Records excerpted from a collection:
* * * *

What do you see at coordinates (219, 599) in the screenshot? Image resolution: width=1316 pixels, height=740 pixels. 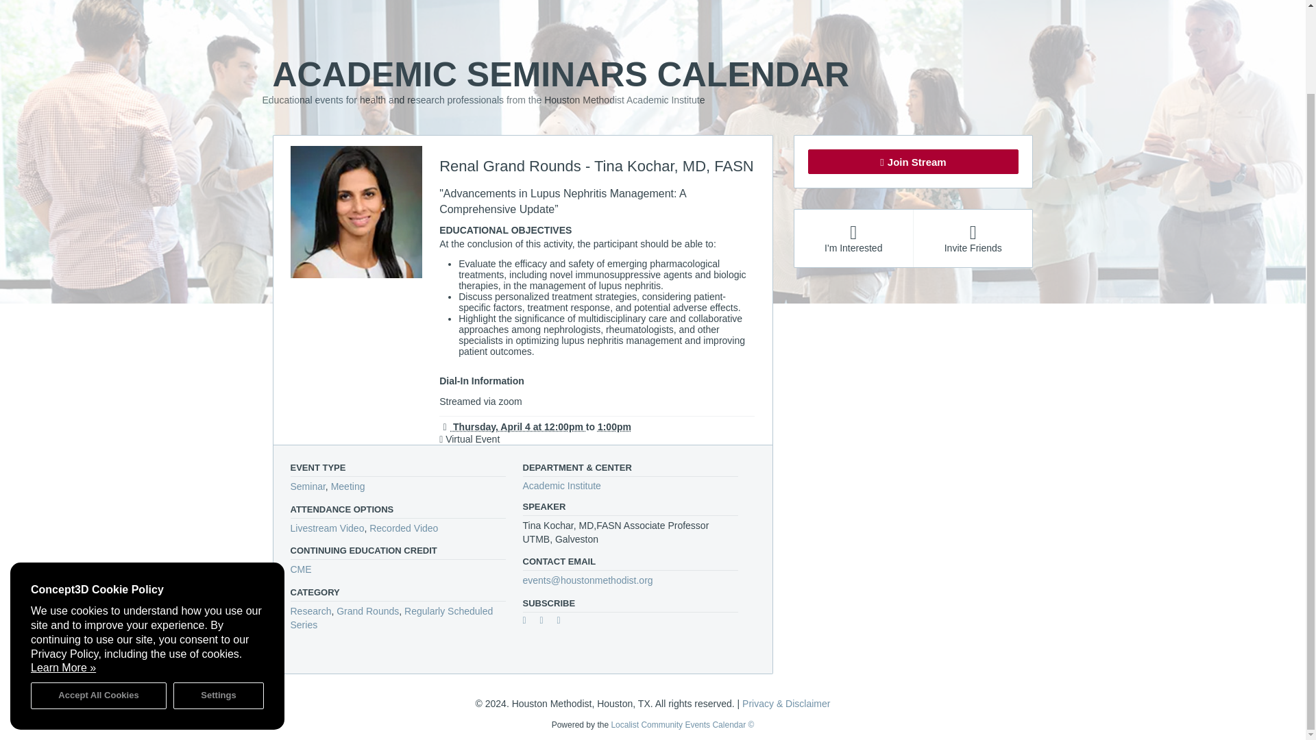 I see `Settings` at bounding box center [219, 599].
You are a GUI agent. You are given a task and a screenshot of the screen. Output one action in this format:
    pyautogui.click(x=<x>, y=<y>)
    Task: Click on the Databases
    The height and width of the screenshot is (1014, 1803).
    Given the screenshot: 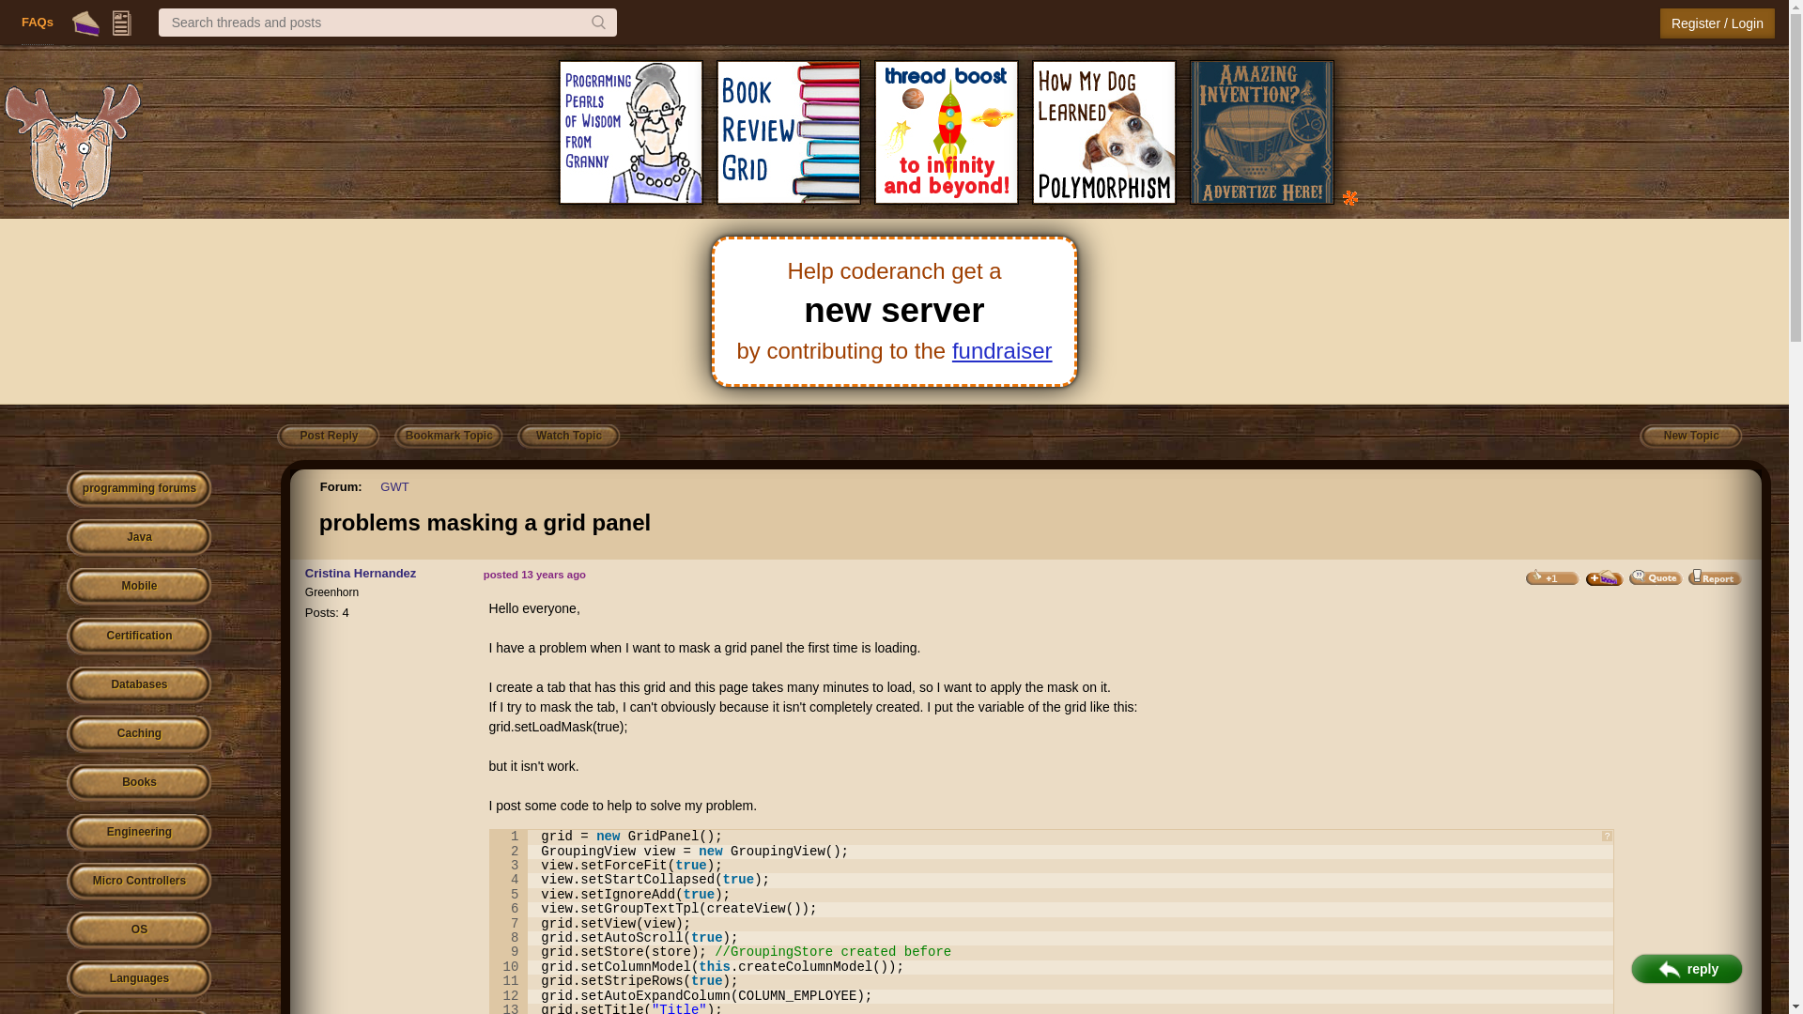 What is the action you would take?
    pyautogui.click(x=139, y=685)
    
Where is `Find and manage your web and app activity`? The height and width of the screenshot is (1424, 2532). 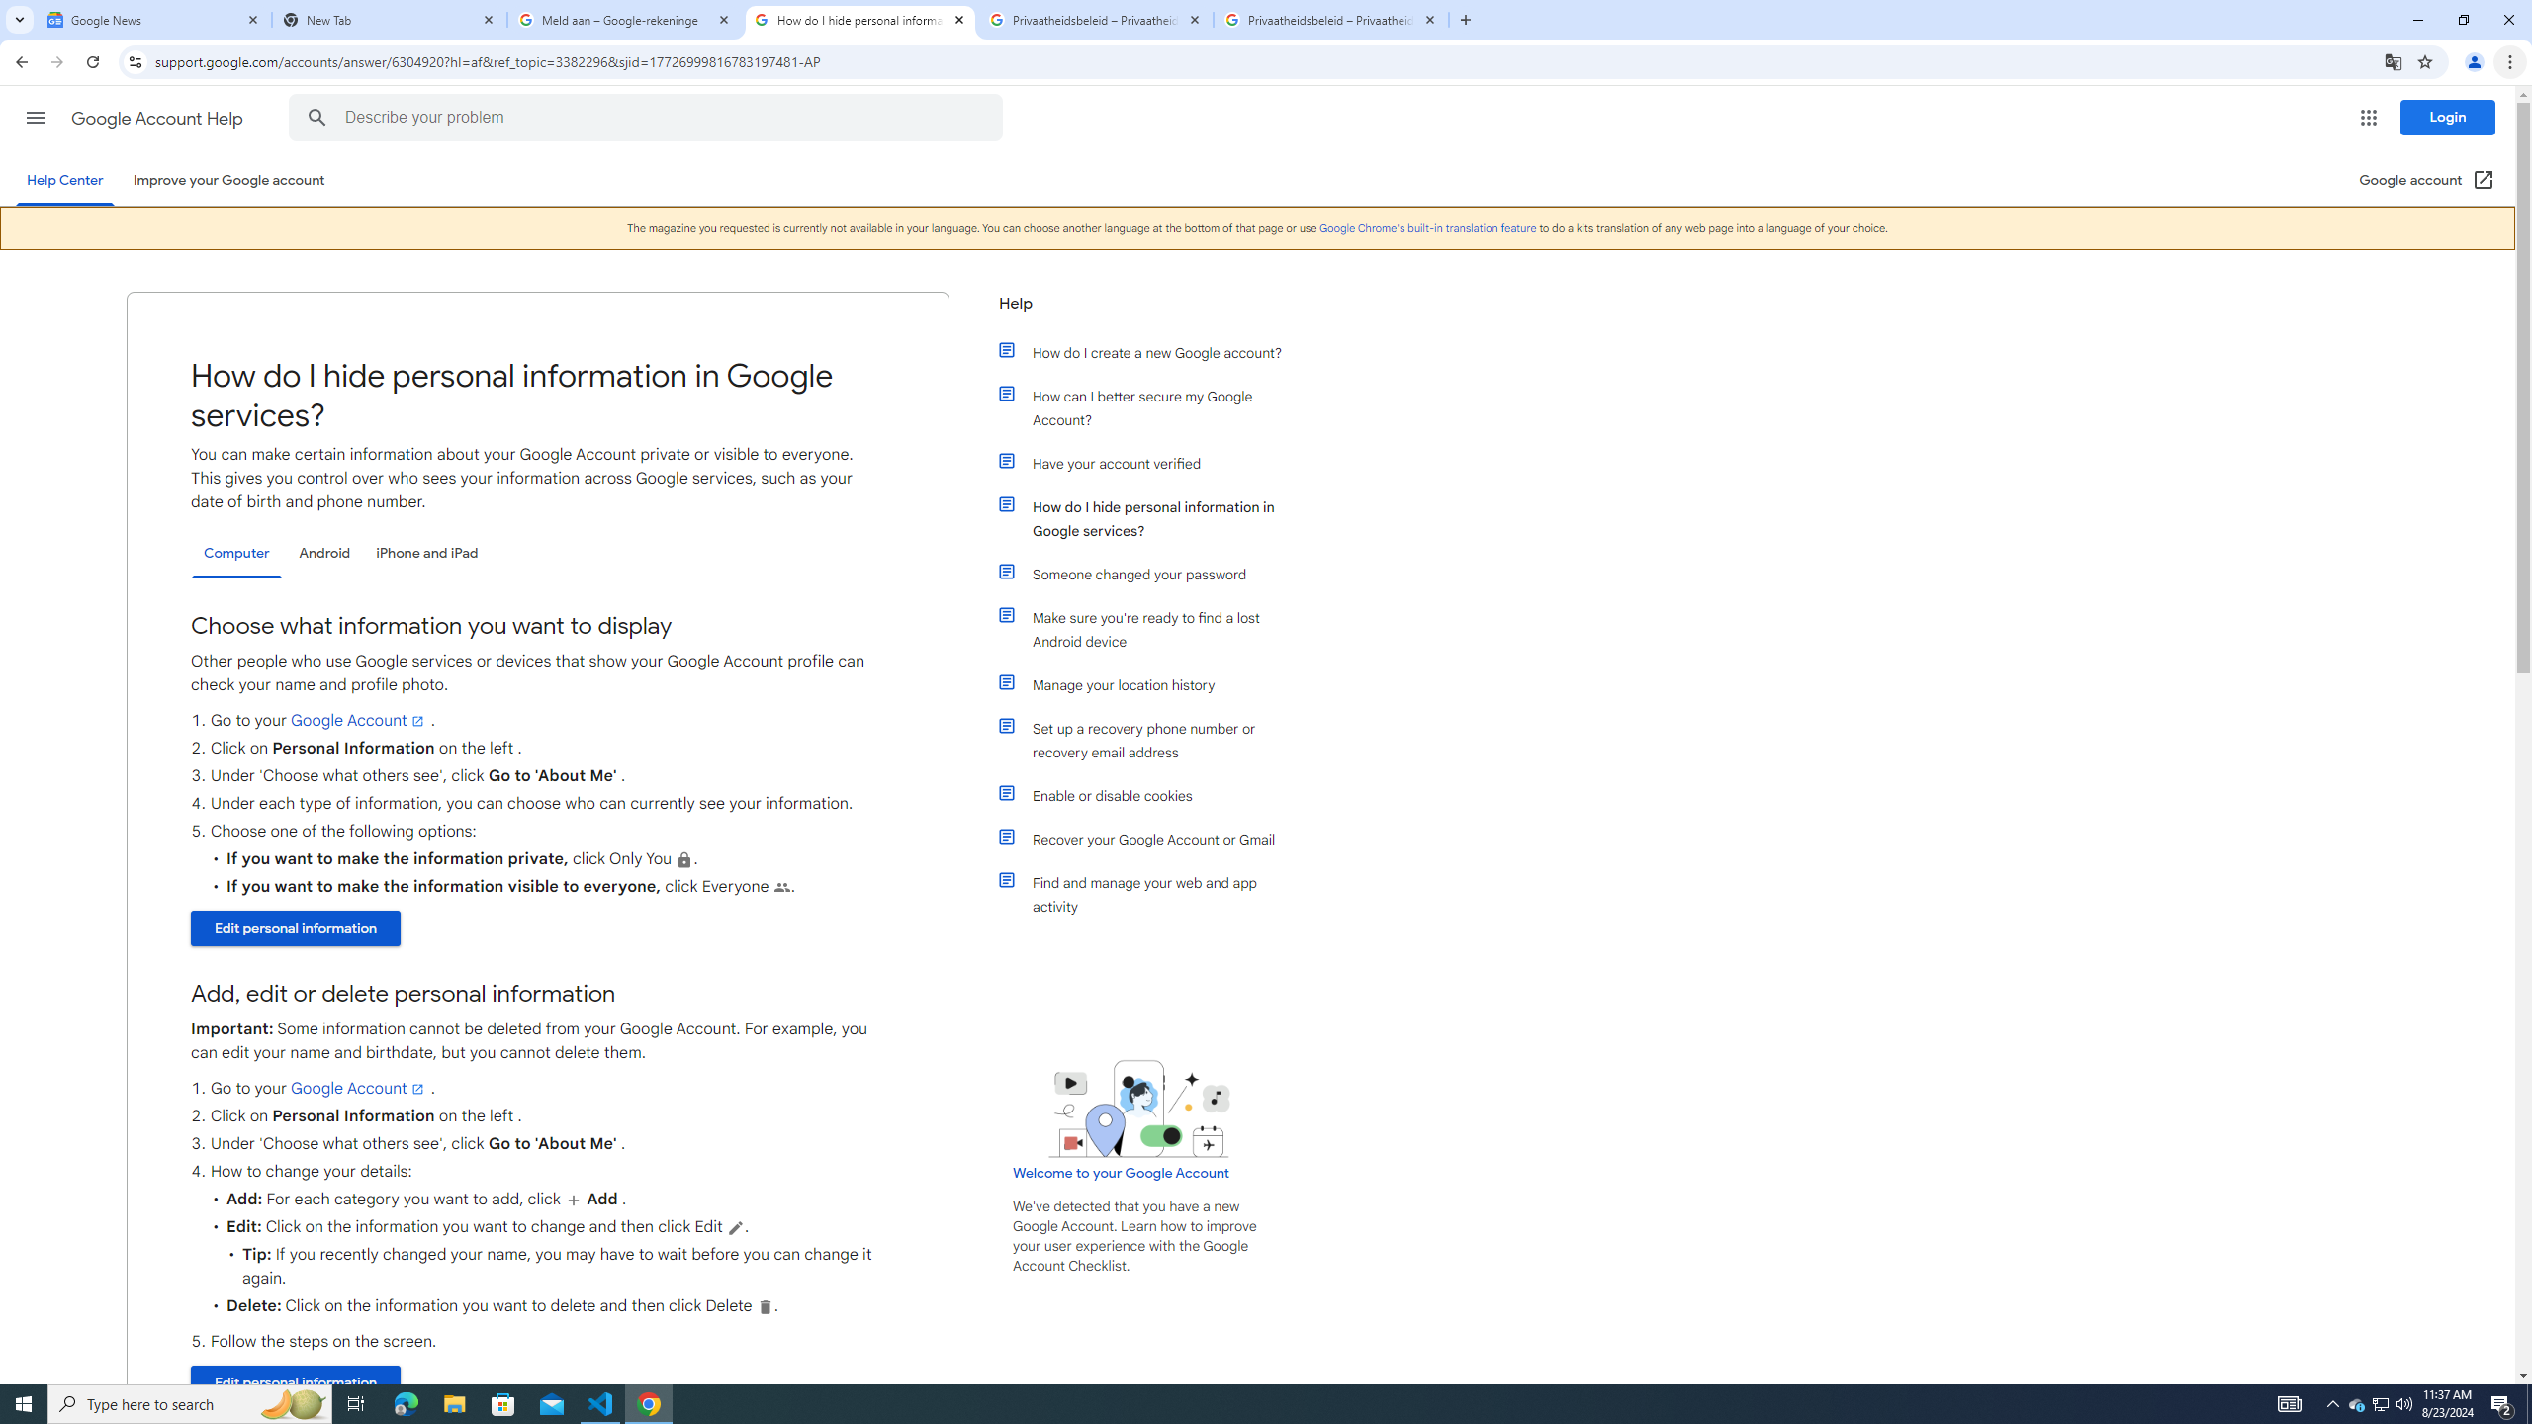 Find and manage your web and app activity is located at coordinates (1150, 894).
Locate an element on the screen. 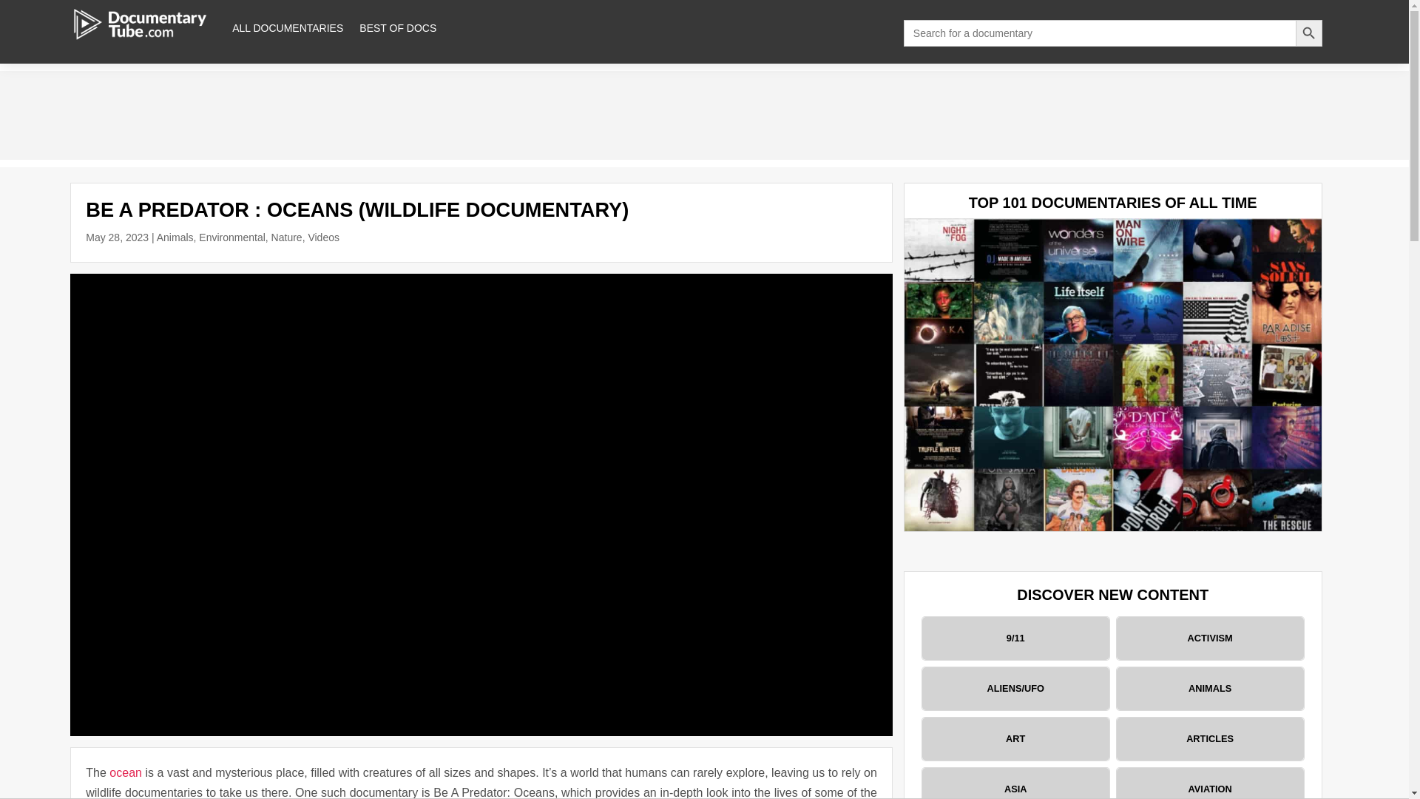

* * * *

Work instructions: Copy exactly the stretch of data above from the line with "You are a GUI" through the line with "The height and width of the screenshot is (1014, 1803).", and omit all other lines.

Output for this exercise:
You are a GUI agent. You are given a task and a screenshot of the screen. Output one action in this format:
    pyautogui.click(x=<x>, y=<y>)
    Task: Click on the Databases
    The height and width of the screenshot is (1014, 1803).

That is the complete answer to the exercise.